Venous Leg Ulcer – Everything You Need to Know

What is Venous leg ulcer?

A venous leg ulcer (VLU) is an open sore that develops on the lower leg, most commonly around the ankle, as a result of chronic venous insufficiency (CVI). In CVI, the valves inside the deep veins of the leg fail to keep blood flowing upward toward the heart, causing blood to pool in the lower extremities. Over time, increased pressure (venous hypertension) damages surrounding tissue and leads to the formation of a ulcer that is typically shallow, with irregular edges and a red or brown base that may ooze serous fluid or pus if infected.

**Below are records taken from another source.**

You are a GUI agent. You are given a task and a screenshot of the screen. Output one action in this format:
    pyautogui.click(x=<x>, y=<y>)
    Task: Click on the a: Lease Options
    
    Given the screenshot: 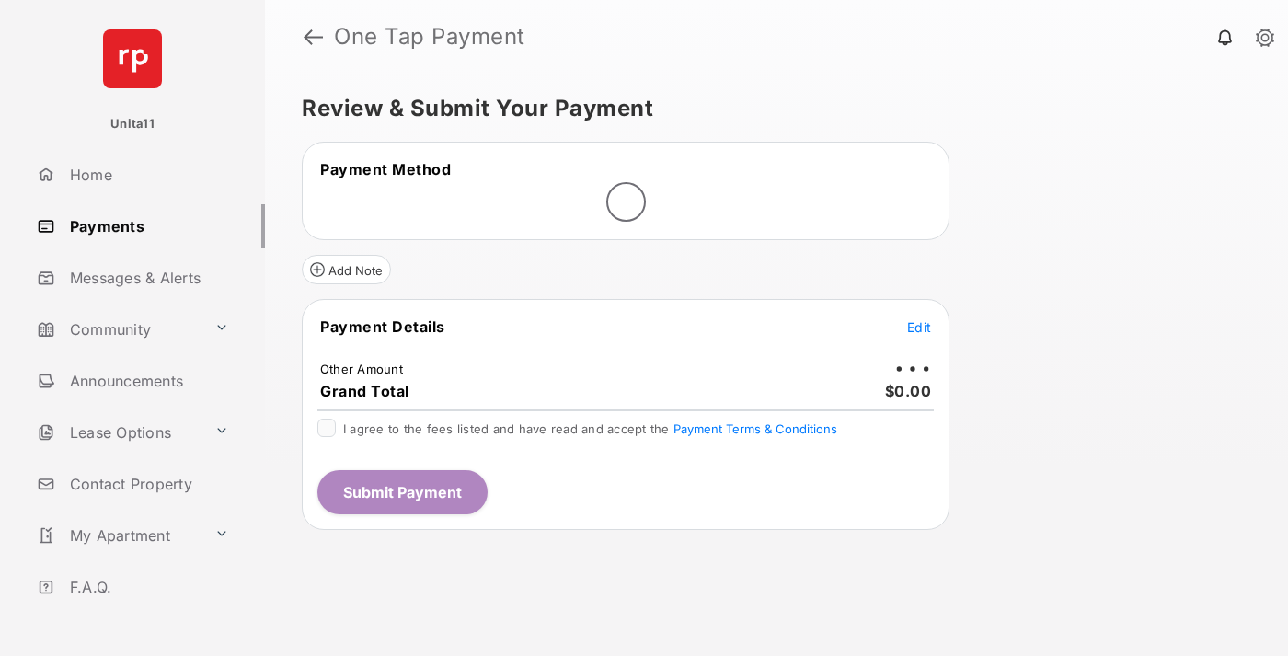 What is the action you would take?
    pyautogui.click(x=118, y=432)
    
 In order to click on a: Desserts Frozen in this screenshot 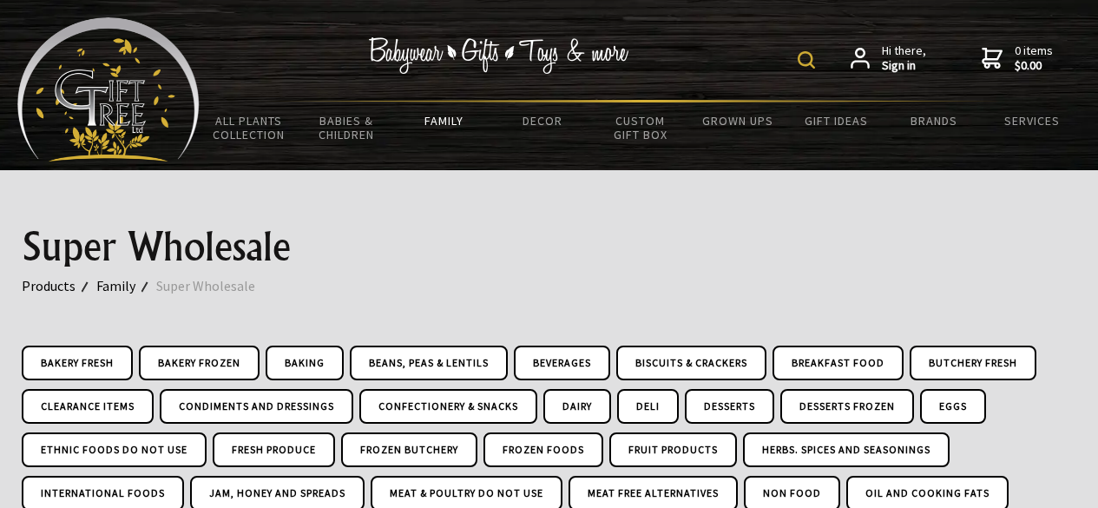, I will do `click(847, 406)`.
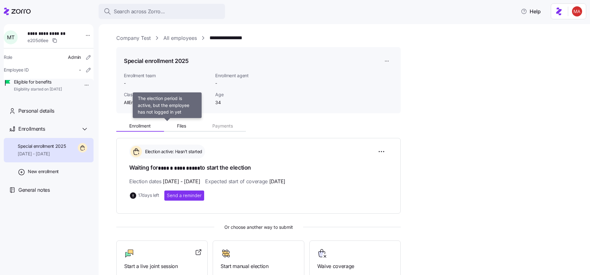 Image resolution: width=590 pixels, height=275 pixels. Describe the element at coordinates (180, 38) in the screenshot. I see `a: All employees` at that location.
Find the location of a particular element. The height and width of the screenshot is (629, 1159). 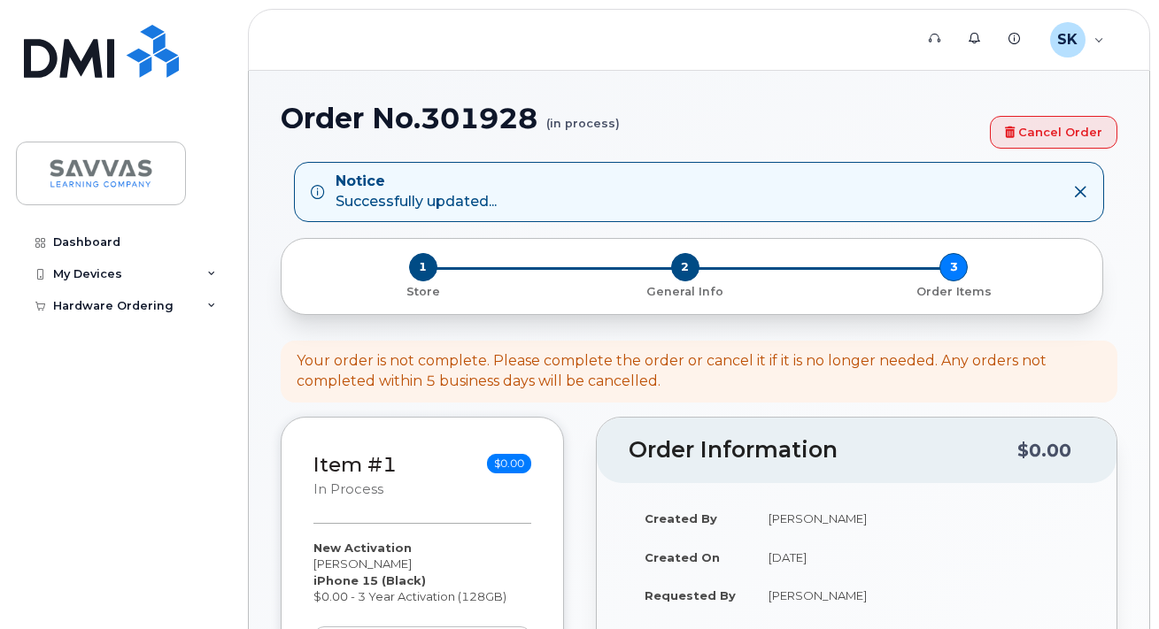

strong: iPhone 15 (Black) is located at coordinates (369, 581).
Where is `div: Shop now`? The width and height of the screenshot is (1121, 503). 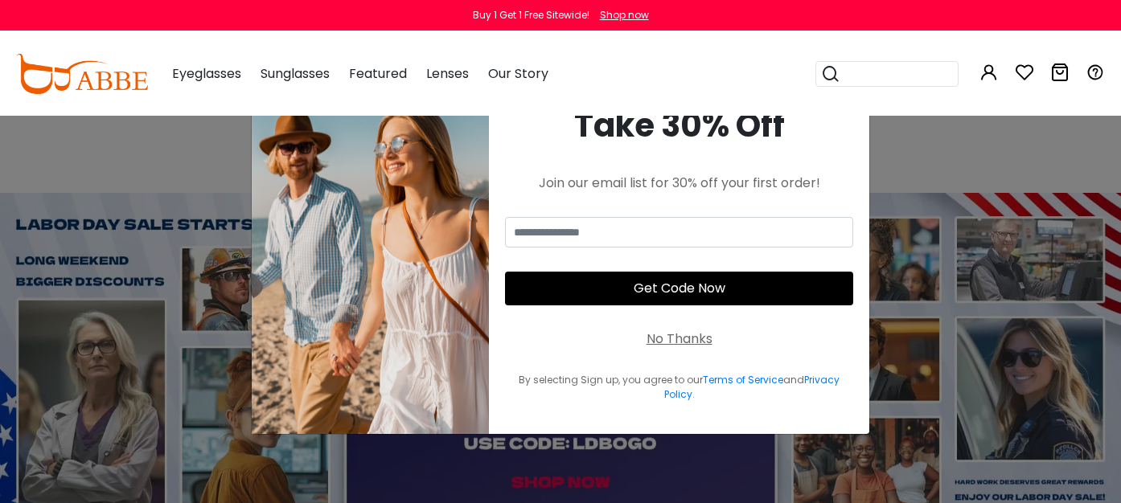
div: Shop now is located at coordinates (624, 15).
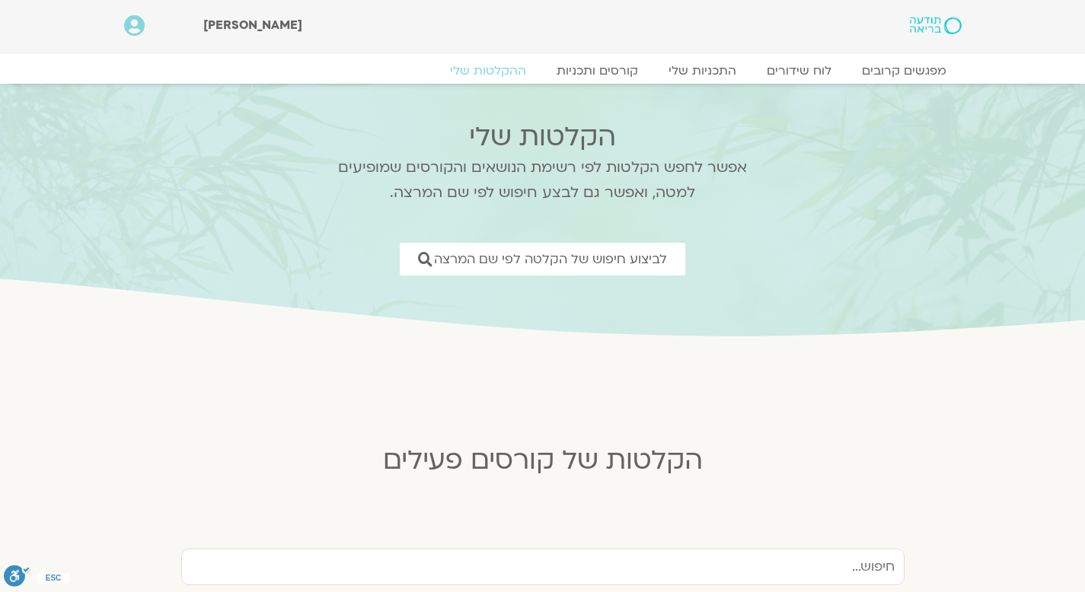  What do you see at coordinates (550, 259) in the screenshot?
I see `span: לביצוע חיפוש של הקלטה לפי שם המרצה` at bounding box center [550, 259].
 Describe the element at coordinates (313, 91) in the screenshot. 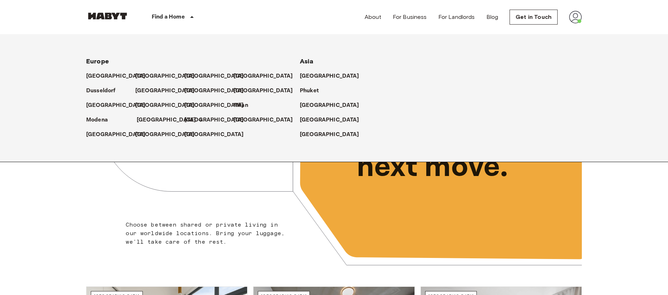

I see `a: Phuket` at that location.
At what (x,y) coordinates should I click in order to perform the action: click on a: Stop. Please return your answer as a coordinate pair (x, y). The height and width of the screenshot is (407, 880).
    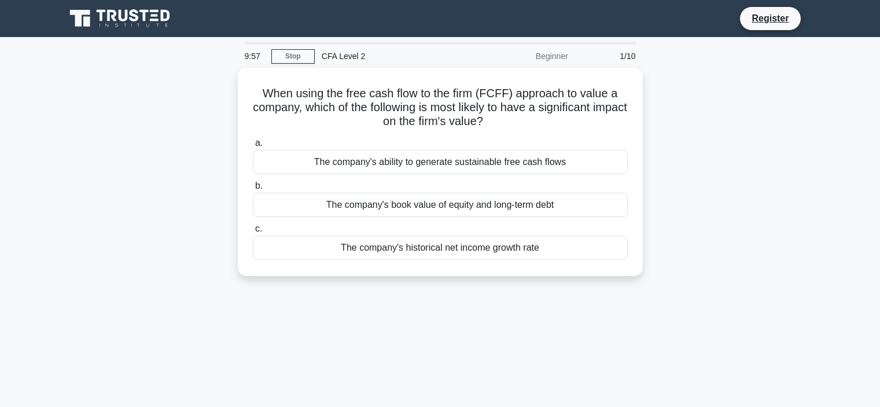
    Looking at the image, I should click on (293, 56).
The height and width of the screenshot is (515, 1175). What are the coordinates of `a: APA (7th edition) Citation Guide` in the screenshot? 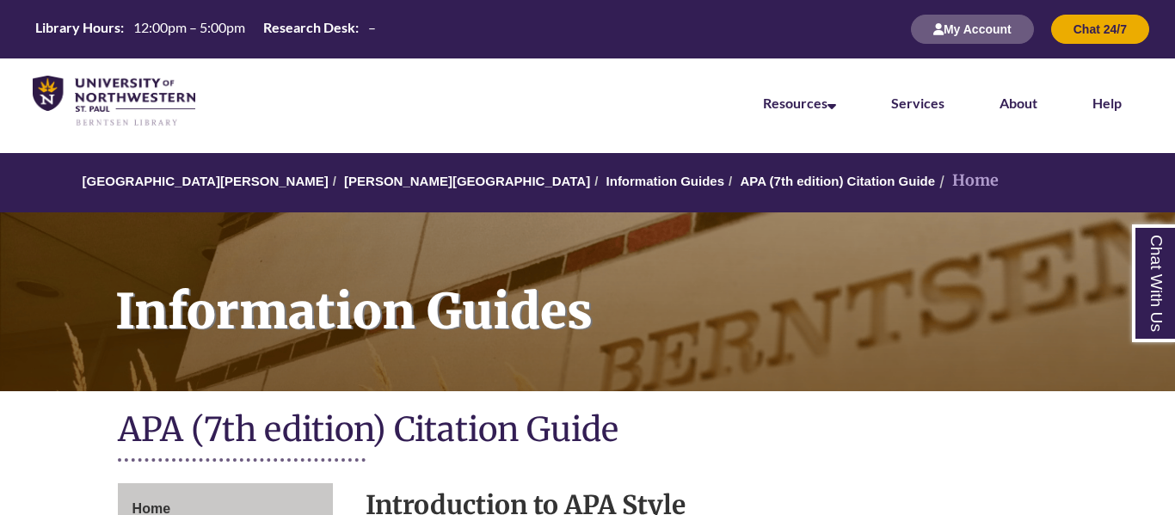 It's located at (837, 181).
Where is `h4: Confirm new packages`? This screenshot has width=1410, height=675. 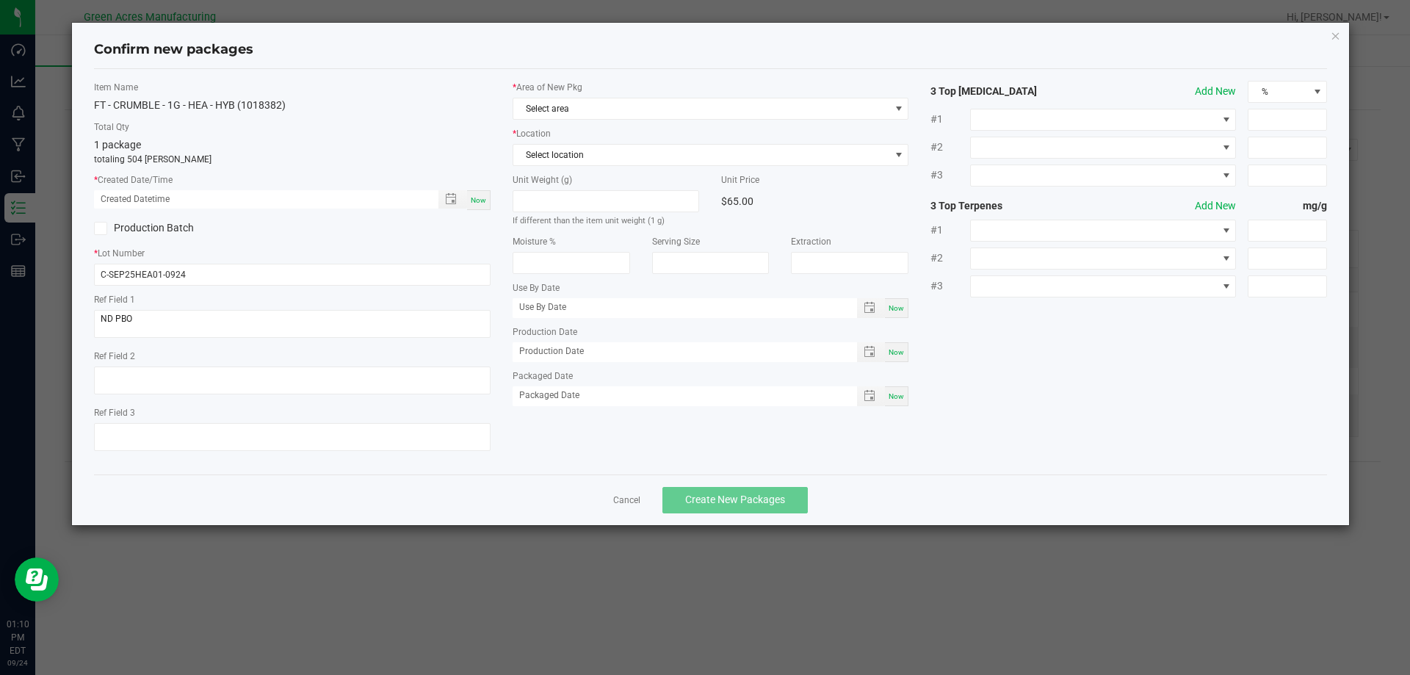
h4: Confirm new packages is located at coordinates (711, 50).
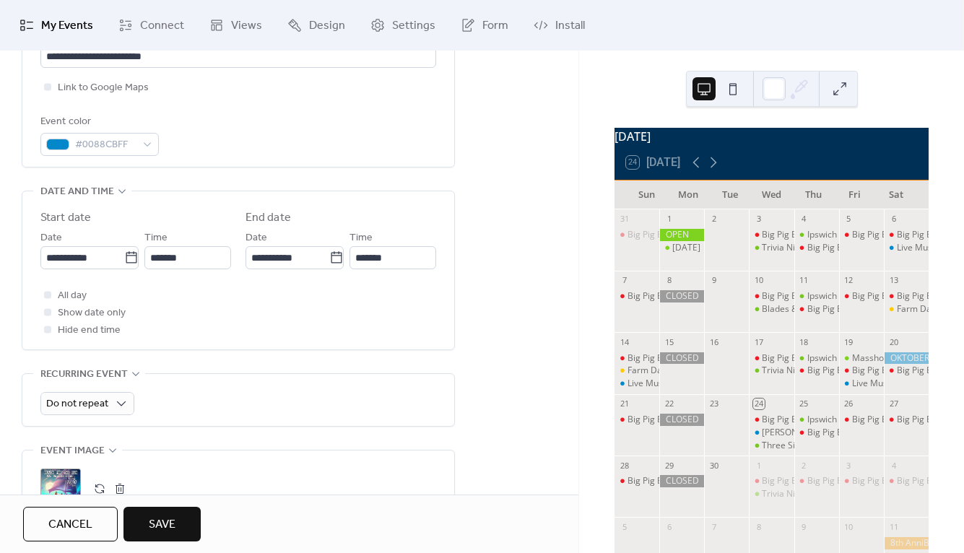 The image size is (964, 553). I want to click on div: 22, so click(669, 404).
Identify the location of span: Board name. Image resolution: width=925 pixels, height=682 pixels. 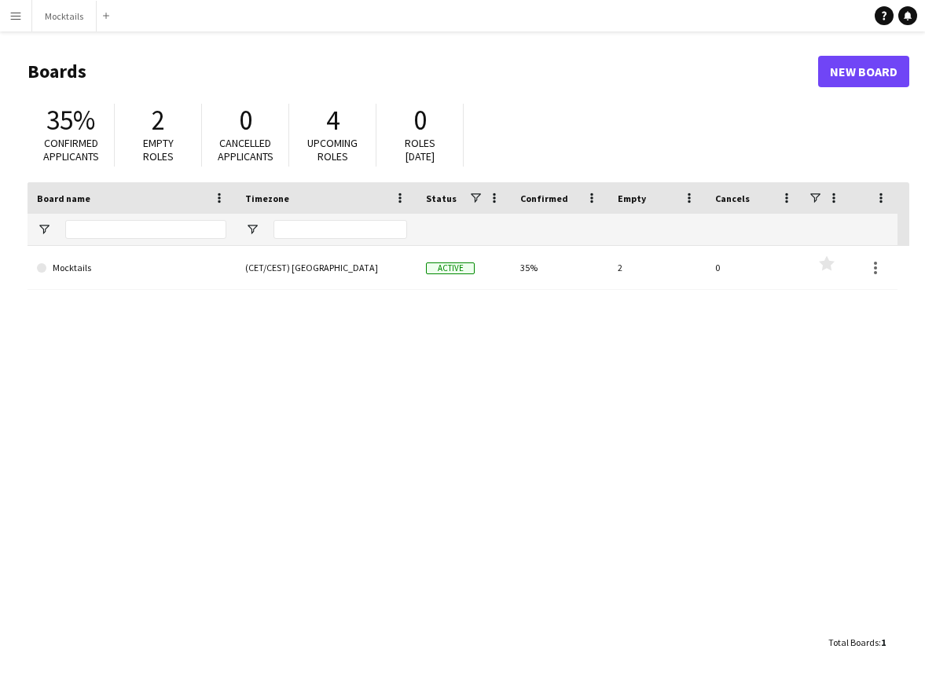
(64, 198).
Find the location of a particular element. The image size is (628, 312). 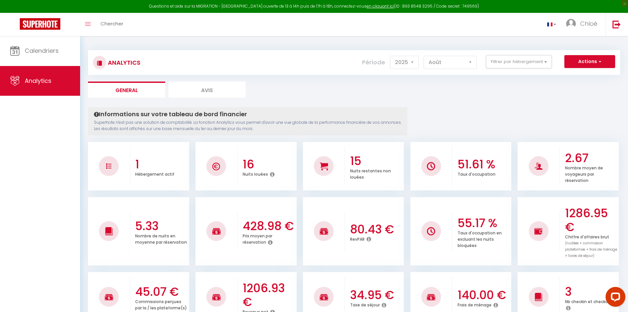

img: logout is located at coordinates (616, 24).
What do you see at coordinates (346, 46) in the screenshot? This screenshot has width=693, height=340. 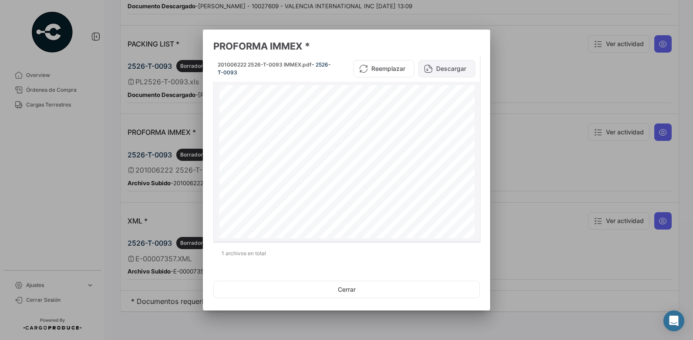 I see `h3: PROFORMA IMMEX *` at bounding box center [346, 46].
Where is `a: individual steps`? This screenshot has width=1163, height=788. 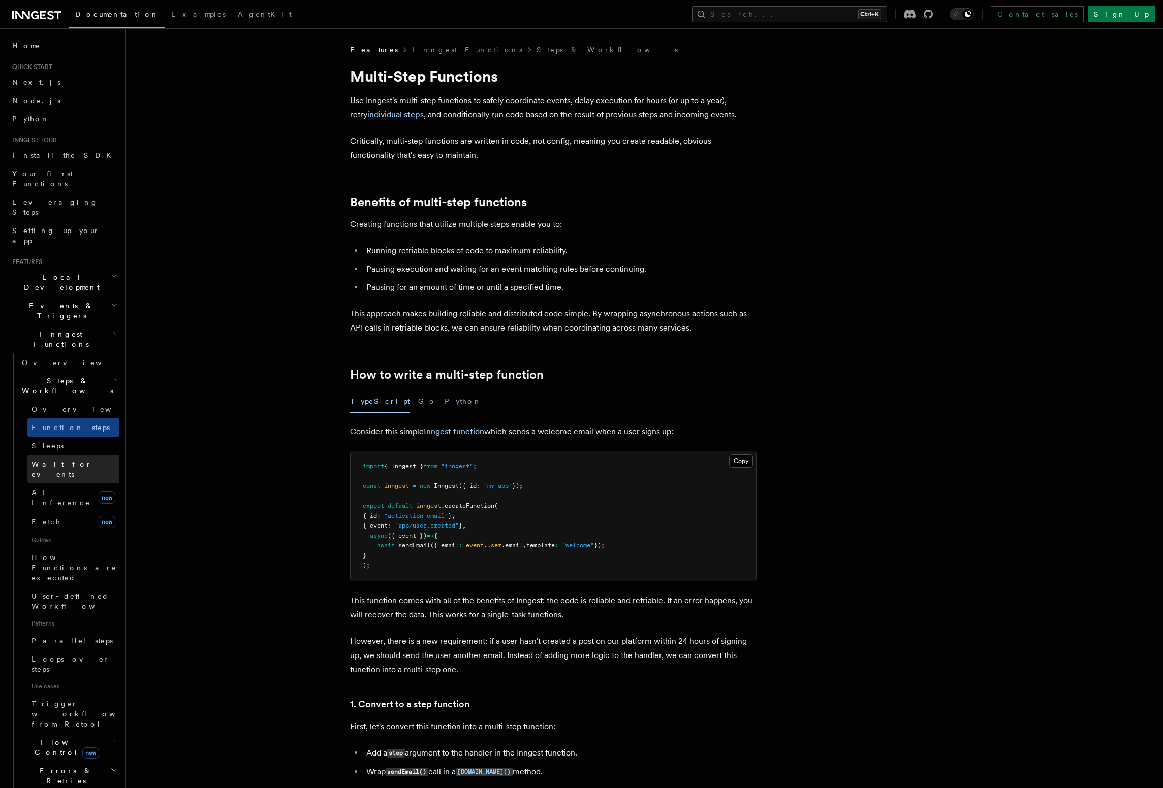 a: individual steps is located at coordinates (395, 114).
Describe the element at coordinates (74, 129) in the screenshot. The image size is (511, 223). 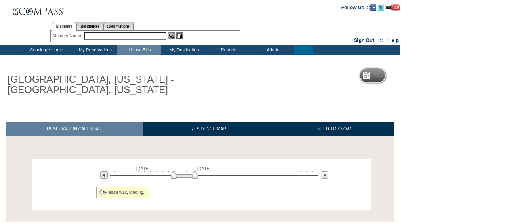
I see `a: RESERVATION CALENDAR` at that location.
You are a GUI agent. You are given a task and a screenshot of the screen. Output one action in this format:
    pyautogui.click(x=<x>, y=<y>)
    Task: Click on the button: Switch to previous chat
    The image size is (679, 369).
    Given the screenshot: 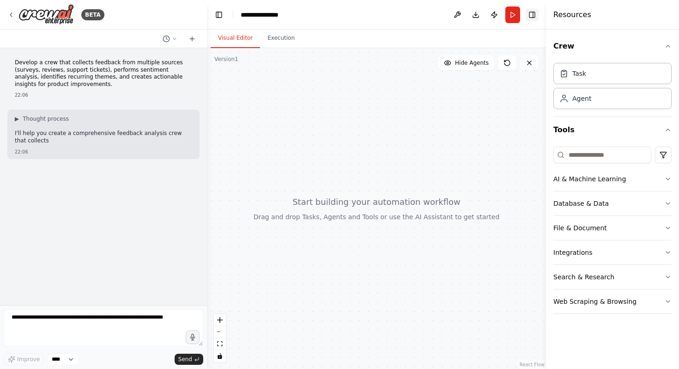 What is the action you would take?
    pyautogui.click(x=170, y=39)
    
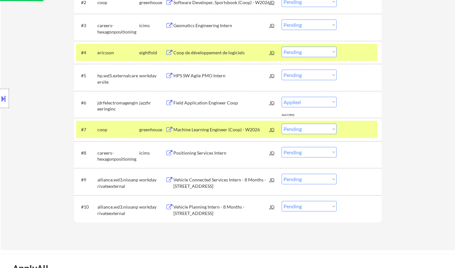  I want to click on div: Positioning Services Intern, so click(221, 153).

VLUs account for roughly 70–90 % of all leg ulcers and are more prevalent in people over 50, especially women, and those who are overweight or have a sedentary lifestyle. These ulcers are chronic; without proper treatment they can persist for months or years, leading to pain, disability, and reduced quality of life.

Common Causes

While venous hypertension is the underlying mechanism, several conditions can provoke or worsen it. The most frequent contributors are:

  • Chronic Venous Insufficiency (CVI) – valve dysfunction or vein wall weakness.
  • Deep Vein Thrombosis (DVT) and Post‑thrombotic Syndrome – previous clot formation that damages valves.
  • Varicose Veins – enlarged superficial veins that increase pressure on deep veins.
  • Obesity – excess weight raises intra‑abdominal pressure and venous load.
  • Prolonged Standing or Sitting – occupations that limit calf muscle pump activity.
  • Pregnancy – hormonal changes and uterine pressure compress pelvic veins.
  • Previous Leg Injuries or Surgery – scar tissue can obstruct venous flow.
  • Genetic Predisposition – family history of venous disease increases risk.
  • Heart Failure – systemic fluid overload adds to peripheral venous pressure.
  • Lymphatic Obstruction (Mixed Venous‑Lymphatic Ulcers) – concurrent lymphatic insufficiency worsens swelling.

Associated Symptoms

Venous ulcers rarely appear in isolation. Patients often experience a cluster of other signs that point to underlying venous disease:

  • Swelling (edema) of the ankle and lower calf, especially after prolonged upright posture.
  • Skin discoloration – brownish “hyperpigmentation” ( hemosiderin staining ) around the ulcer.
  • Leg heaviness, aching, or cramping that improves with leg elevation.
  • Itching or a burning sensation on the skin surrounding the ulcer.
  • Development of lipodermatosclerosis – indurated, painful skin that may feel “woody.”
  • Varicose veins or visible dilated superficial veins.
  • Formation of “stasis dermatitis,” an inflamed red rash that can become scaly.
  • Reduced ankle range of motion due to chronic swelling.

When to See a Doctor

Because VLUs can become infected or worsen rapidly, early professional evaluation is crucial. Seek medical care if you notice any of the following:

  • Ulcer that does not start healing after 2 weeks of basic wound care.
  • Increase in size, depth, or amount of drainage.
  • Yellow, green, or foul‑smelling discharge – signs of infection.
  • Fever, chills, or generalized feeling of illness.
  • Pain that is sudden, severe, or not relieved by elevation.
  • Redness that spreads rapidly beyond the ulcer margins.
  • Any ulcer that appears on the foot rather than the gaiter area (below the knee) – may indicate arterial disease.

Diagnosis

Diagnosing a venous leg ulcer involves both a visual assessment of the wound and a systematic evaluation of the venous system.

Clinical Examination

  • History taking – onset, duration, prior DVT, varicose veins, compression use, comorbidities.
  • Physical inspection – ulcer location (typically medial malleolus), size, base, surrounding skin changes.
  • Ankle‑brachial index (ABI) – assesses arterial circulation; a value ≄ 0.8 generally indicates adequate arterial flow for compression therapy.

Imaging & Tests

  • Duplex ultrasound – gold standard for visualizing vein valve competence, detecting reflux, and ruling out DVT.
  • Venography (rare) – used when ultrasound is inconclusive.
  • Wound swab and culture – performed if infection is suspected.
  • Blood tests – CBC, CRP, HbA1c (to evaluate systemic factors that may affect healing).

Treatment Options

Effective VLU management combines wound care, correction of venous hypertension, infection control, and risk‑factor modification.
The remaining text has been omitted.